Ask Alma's Owl: Herbert H. Lehman's Columbia Legacy

By
Gary Shapiro
October 09, 2017

Dear Alma,

Who was Herbert H. Lehman, whose name is so prevalent at Columbia?

History Buff

Dear History Buff,

A scion of the wealthy banking family that founded the former global financial services firm Lehman Brothers, Herbert H. Lehman was a four-term governor of New York from 1933-1942, succeeding Franklin D. Roosevelt when FDR became president. Lehman later became a U.S. senator from New York, serving from 1950-1957.

Lehman, who received a bachelor’s degree from Williams College, did not graduate from any school at Columbia, but a library, a scholarly center and a professorship at the University are named for him. The Rare Book and Manuscript Library houses his extensive archival papers because the late Allan Nevins, Dewitt Clinton Professor of History at Columbia and a biographer of Lehman, connected the Lehman family to the University.

“Herbert Lehman was progressive, honest, hardworking and goal-oriented,” said Kenneth T. Jackson, the Jacques Barzun Professor of History and Social Sciences and director of the Herbert H. Lehman Center for American History. “He was governor during some of the hardest years the state has ever faced, and he ended his state service as perhaps the best governor of the 20th century.”

The center, which focuses on political history and the history of New York—both city and state—is located in the School of International and Public Affairs building. It contains a replica of Lehman’s Park Avenue home office, complete with some of his belongings in the desk drawers.

Lehman was elected lieutenant governor in 1928, when Roosevelt became governor, and both were re-elected in 1930. As governor, Lehman pulled New York through the Great Depression by supporting New Deal policies at the state level. During World War II he became director of the United Nations Relief and Rehabilitation Administration at President Roosevelt’s request, aiding those who suffered during and just after the war.

Lehman later joined Eleanor Roosevelt to lead a reform movement that ultimately stripped Tammany Hall of its influence in the state Democratic Party. He died in 1963, at age 85, the day before he was to receive the Presidential Medal of Freedom from President Lyndon B. Johnson.

The Herbert H. Lehman Papers at the Rare Book and Manuscript Library comprise more than 37,000 documents, including correspondence to and from five presidents and other important political figures. The library is also home to the Herbert H. Lehman curator for U.S. history, Thai Jones (J’02, GSAS’12).

Elsewhere on campus, the Center for Oral History holds Lehman materials, including one of its first projects: interviews with Lehman conducted by Nevins and his Columbia graduate students. In the anthropology department, the Herbert Lehman professor of government, Mahmood Mamdani, focuses on the interaction between politics and culture.

At the School of International and Public Affairs, the Lehman Social Sciences Library has an estimated 333,000 books, 185,000 maps and 1,700 periodicals in addition to the material in the Lehman Center. The Lehman Center hosts conferences and public seminars featuring scholars from all backgrounds. On October 24, Lisa Keller, associate director of the center, will introduce Duane Tananbaum, a professor from Lehman College (part of The City University of New York), who will discuss his book, Herbert H. Lehman: A Political Biography.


Exercise:
Although the entries contain pictures, the copy should hold only their exact text.

Data in this exercise:
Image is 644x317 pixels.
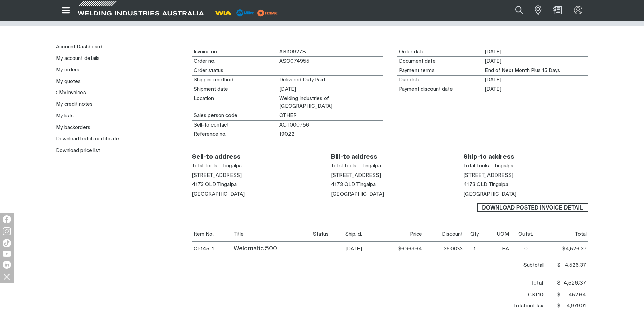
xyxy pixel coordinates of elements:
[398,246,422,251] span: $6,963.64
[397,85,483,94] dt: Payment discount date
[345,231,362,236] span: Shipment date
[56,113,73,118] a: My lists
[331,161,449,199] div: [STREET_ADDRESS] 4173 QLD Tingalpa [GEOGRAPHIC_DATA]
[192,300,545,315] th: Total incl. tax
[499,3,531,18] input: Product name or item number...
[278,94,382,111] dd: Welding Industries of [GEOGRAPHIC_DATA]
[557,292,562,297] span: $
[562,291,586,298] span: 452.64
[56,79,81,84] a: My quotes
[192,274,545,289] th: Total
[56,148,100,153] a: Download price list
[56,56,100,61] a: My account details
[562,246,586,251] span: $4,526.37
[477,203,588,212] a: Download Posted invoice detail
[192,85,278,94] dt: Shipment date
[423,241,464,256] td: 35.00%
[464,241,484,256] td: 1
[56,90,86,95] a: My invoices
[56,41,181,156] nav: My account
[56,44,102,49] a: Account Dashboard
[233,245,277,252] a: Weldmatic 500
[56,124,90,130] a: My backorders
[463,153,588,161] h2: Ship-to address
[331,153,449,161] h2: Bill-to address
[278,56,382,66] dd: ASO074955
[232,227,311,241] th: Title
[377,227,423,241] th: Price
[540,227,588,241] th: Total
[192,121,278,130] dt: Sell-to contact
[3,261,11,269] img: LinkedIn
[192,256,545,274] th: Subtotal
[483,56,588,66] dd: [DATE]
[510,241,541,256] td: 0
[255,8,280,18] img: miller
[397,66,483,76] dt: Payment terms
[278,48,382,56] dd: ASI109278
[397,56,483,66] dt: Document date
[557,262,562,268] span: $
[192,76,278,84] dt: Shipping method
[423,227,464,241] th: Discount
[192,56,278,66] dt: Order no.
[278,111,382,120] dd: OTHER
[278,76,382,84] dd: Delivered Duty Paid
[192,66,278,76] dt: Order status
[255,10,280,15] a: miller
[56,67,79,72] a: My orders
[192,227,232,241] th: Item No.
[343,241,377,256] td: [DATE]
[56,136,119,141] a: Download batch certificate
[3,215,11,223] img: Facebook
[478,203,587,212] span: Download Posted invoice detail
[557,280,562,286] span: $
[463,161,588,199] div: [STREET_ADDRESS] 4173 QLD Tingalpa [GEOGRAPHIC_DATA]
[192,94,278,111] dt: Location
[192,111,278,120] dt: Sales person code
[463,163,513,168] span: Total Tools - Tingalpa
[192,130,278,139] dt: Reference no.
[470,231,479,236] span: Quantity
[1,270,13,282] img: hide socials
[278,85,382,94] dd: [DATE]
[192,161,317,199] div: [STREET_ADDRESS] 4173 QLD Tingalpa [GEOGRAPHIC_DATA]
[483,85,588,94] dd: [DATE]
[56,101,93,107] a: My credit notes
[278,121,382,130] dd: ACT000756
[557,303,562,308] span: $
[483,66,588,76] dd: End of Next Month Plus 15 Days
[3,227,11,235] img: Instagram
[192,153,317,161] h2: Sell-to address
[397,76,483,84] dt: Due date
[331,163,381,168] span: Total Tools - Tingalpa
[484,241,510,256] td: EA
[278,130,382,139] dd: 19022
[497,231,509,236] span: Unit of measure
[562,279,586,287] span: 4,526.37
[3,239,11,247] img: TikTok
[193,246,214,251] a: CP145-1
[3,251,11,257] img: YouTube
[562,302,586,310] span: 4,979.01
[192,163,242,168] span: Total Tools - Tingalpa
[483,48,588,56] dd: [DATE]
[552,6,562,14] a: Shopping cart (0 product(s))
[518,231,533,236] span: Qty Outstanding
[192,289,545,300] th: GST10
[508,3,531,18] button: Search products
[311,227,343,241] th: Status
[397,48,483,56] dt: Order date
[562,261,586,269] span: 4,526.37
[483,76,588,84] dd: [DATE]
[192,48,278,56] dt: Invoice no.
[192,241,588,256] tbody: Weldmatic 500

Response to this exercise:
Image is 644x317 pixels.
xyxy pixel coordinates of elements:
[398,246,422,251] span: $6,963.64
[397,85,483,94] dt: Payment discount date
[345,231,362,236] span: Shipment date
[56,113,73,118] a: My lists
[331,161,449,199] div: [STREET_ADDRESS] 4173 QLD Tingalpa [GEOGRAPHIC_DATA]
[192,300,545,315] th: Total incl. tax
[499,3,531,18] input: Product name or item number...
[278,94,382,111] dd: Welding Industries of [GEOGRAPHIC_DATA]
[557,292,562,297] span: $
[562,291,586,298] span: 452.64
[56,79,81,84] a: My quotes
[192,274,545,289] th: Total
[56,148,100,153] a: Download price list
[56,56,100,61] a: My account details
[562,246,586,251] span: $4,526.37
[477,203,588,212] a: Download Posted invoice detail
[192,85,278,94] dt: Shipment date
[423,241,464,256] td: 35.00%
[464,241,484,256] td: 1
[56,90,86,95] a: My invoices
[56,41,181,156] nav: My account
[56,44,102,49] a: Account Dashboard
[233,245,277,252] a: Weldmatic 500
[56,124,90,130] a: My backorders
[463,153,588,161] h2: Ship-to address
[331,153,449,161] h2: Bill-to address
[278,56,382,66] dd: ASO074955
[232,227,311,241] th: Title
[377,227,423,241] th: Price
[540,227,588,241] th: Total
[192,121,278,130] dt: Sell-to contact
[3,261,11,269] img: LinkedIn
[192,256,545,274] th: Subtotal
[483,56,588,66] dd: [DATE]
[510,241,541,256] td: 0
[255,8,280,18] img: miller
[397,66,483,76] dt: Payment terms
[278,48,382,56] dd: ASI109278
[397,56,483,66] dt: Document date
[557,262,562,268] span: $
[192,76,278,84] dt: Shipping method
[423,227,464,241] th: Discount
[192,56,278,66] dt: Order no.
[278,111,382,120] dd: OTHER
[278,76,382,84] dd: Delivered Duty Paid
[192,66,278,76] dt: Order status
[255,10,280,15] a: miller
[56,67,79,72] a: My orders
[192,227,232,241] th: Item No.
[343,241,377,256] td: [DATE]
[56,136,119,141] a: Download batch certificate
[3,215,11,223] img: Facebook
[478,203,587,212] span: Download Posted invoice detail
[557,280,562,286] span: $
[463,161,588,199] div: [STREET_ADDRESS] 4173 QLD Tingalpa [GEOGRAPHIC_DATA]
[192,94,278,111] dt: Location
[192,111,278,120] dt: Sales person code
[463,163,513,168] span: Total Tools - Tingalpa
[192,130,278,139] dt: Reference no.
[470,231,479,236] span: Quantity
[1,270,13,282] img: hide socials
[278,85,382,94] dd: [DATE]
[192,161,317,199] div: [STREET_ADDRESS] 4173 QLD Tingalpa [GEOGRAPHIC_DATA]
[483,85,588,94] dd: [DATE]
[56,101,93,107] a: My credit notes
[278,121,382,130] dd: ACT000756
[557,303,562,308] span: $
[483,66,588,76] dd: End of Next Month Plus 15 Days
[3,227,11,235] img: Instagram
[192,153,317,161] h2: Sell-to address
[397,76,483,84] dt: Due date
[331,163,381,168] span: Total Tools - Tingalpa
[484,241,510,256] td: EA
[278,130,382,139] dd: 19022
[497,231,509,236] span: Unit of measure
[562,279,586,287] span: 4,526.37
[3,239,11,247] img: TikTok
[193,246,214,251] a: CP145-1
[3,251,11,257] img: YouTube
[562,302,586,310] span: 4,979.01
[192,163,242,168] span: Total Tools - Tingalpa
[483,48,588,56] dd: [DATE]
[552,6,562,14] a: Shopping cart (0 product(s))
[518,231,533,236] span: Qty Outstanding
[192,289,545,300] th: GST10
[508,3,531,18] button: Search products
[311,227,343,241] th: Status
[397,48,483,56] dt: Order date
[562,261,586,269] span: 4,526.37
[483,76,588,84] dd: [DATE]
[192,48,278,56] dt: Invoice no.
[192,241,588,256] tbody: Weldmatic 500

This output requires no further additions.